There are two types of citizens under our current systems of laws and court rulings. A person is either a natural born citizen or naturalized citizen. There are no other choices.
They are however, not “Natural Born” citizens as defined..and therefore not eligible to assume the office of V/POTUS.
Each was born in the United States. Each was subject to the jurisdiction of the United States when born. Each is a natural born citizen. Just like Vice President Chester Arthur, President Chester Arthur, or President Barack Obama.
Wong Kim Ark at 169 U.S. 662-63:
In United States v. Rhodes (1866), Mr. Justice Swayne, sitting in the Circuit Court, said: "All persons born in the allegiance of the King are natural-born subjects, and all persons born in the allegiance of the United States are natural-born citizens.
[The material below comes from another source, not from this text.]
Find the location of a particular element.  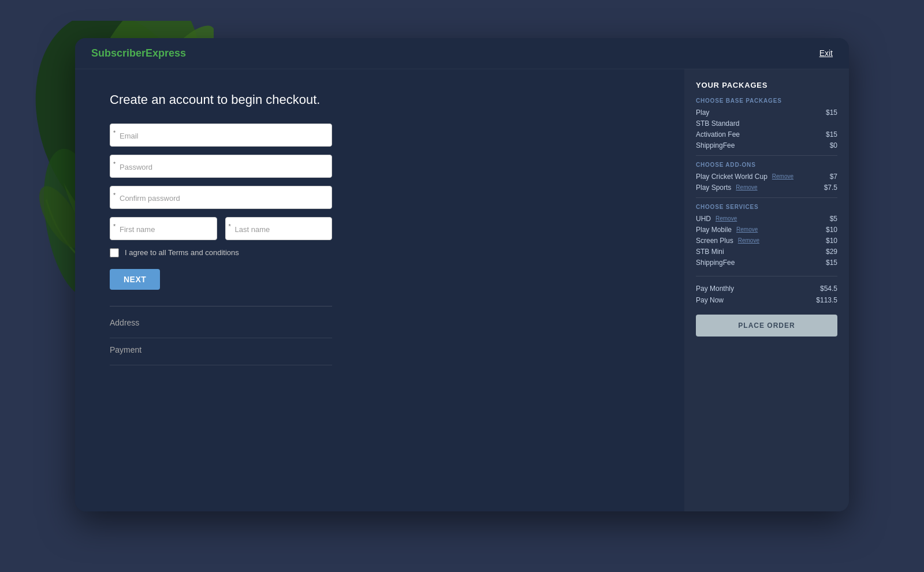

svc-uhd-remove: Remove is located at coordinates (726, 218).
Birth and allegiance go together. Such is the rule of the common law, and it is the common law of this country, as well as of England. . . . We find no warrant for the opinion that this great principle of the common law has ever been changed in the United States. It has always obtained here with the same vigor, and subject only to the same exceptions, since as before the Revolution."
Lynch v. Clark, 1 Sandf. 583 (1844), as published in New York Legal Observer, Volume III, 1845
It is an indisputable proposition, that by the rule of the common law of England, if applied to these facts, Julia Lynch was a natural born citizen of the United States. And this rule was established and inflexible in the common law, long anterior to the first settlement of the United States, and, indeed, before the discovery of America by Columbus. By the common law, all persons born within the ligeance of the crown of England, were natural born subjects, without reference to the status or condition of their parents.[...]
https://fam.state.gov/FAM/08FAM/08FAM030101.html#M301_1_1
[State Department, Foreign Affairs Manual]
8 FAM 301.1-1 INTRODUCTION
(a) Acquisition of U.S. citizenship generally is not affected by the fact that the parents may be in the United States temporarily or illegally; and,(b) A child born in an immigration detention center physically located in the United States is considered to have been born in the United States and be subject to its jurisdiction. This is so even if the child’s parents have not been legally admitted to the United States and, for immigration purposes, may be viewed as not being in the United States.